--- Source data ---

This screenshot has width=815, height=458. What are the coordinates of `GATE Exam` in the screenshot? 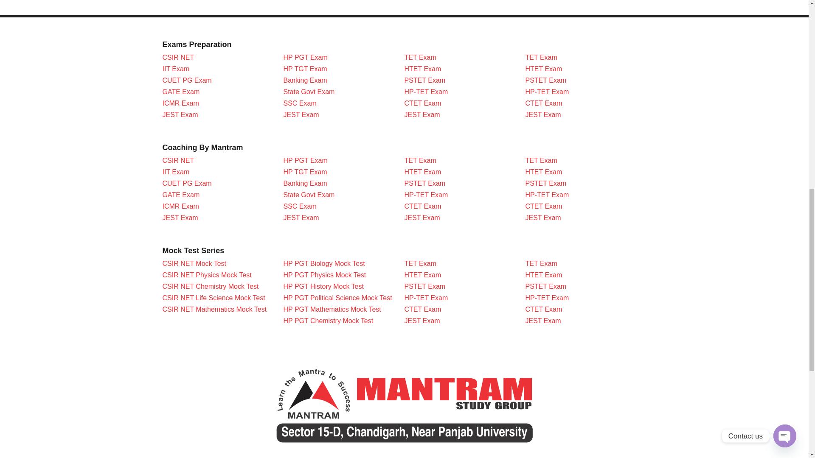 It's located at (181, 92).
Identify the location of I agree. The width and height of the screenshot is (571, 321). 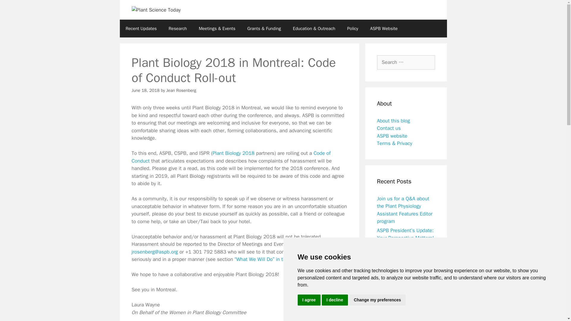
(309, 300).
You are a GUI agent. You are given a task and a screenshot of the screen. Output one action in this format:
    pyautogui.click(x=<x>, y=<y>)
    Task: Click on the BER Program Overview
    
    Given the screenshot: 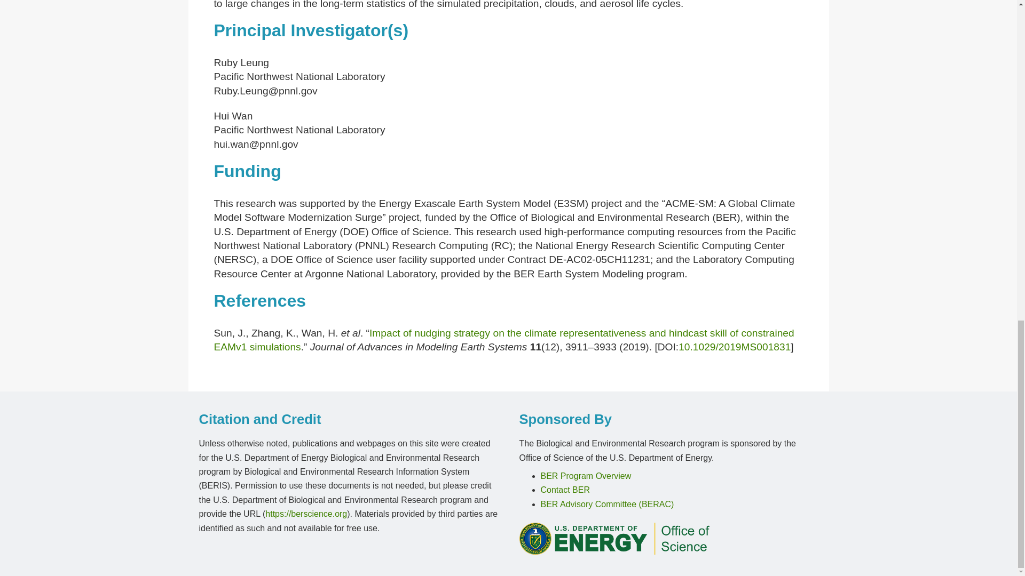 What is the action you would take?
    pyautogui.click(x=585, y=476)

---
--- Source data ---

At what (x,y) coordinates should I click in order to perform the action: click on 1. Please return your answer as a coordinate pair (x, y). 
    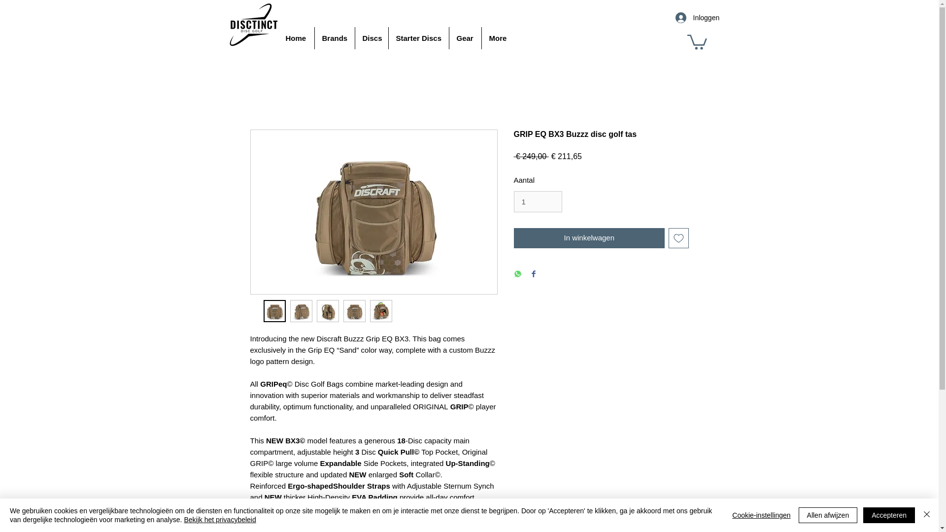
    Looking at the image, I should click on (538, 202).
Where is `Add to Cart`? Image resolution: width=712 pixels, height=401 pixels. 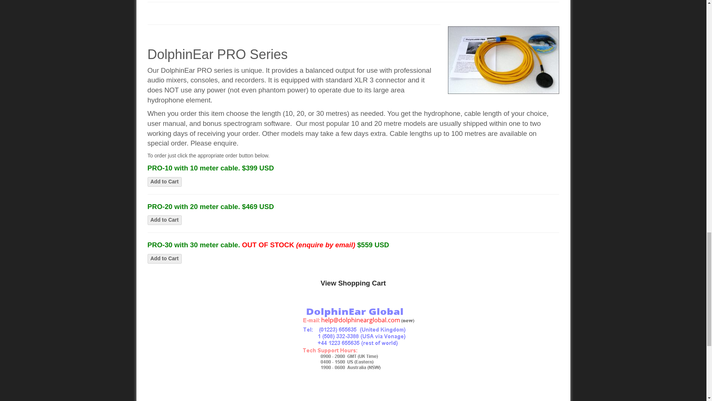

---

Work required: Transcribe, from the material above, the stretch starting at the line with "At what (x,y)" and ending at the line with "pixels, height=401 pixels.", both included, exactly. Do not carry over pictures.

Exercise result:
At what (x,y) coordinates should I click in order to perform the action: click on 1. Please return your answer as a coordinate pair (x, y). 
    Looking at the image, I should click on (538, 202).
Where is `Add to Cart`? Image resolution: width=712 pixels, height=401 pixels. 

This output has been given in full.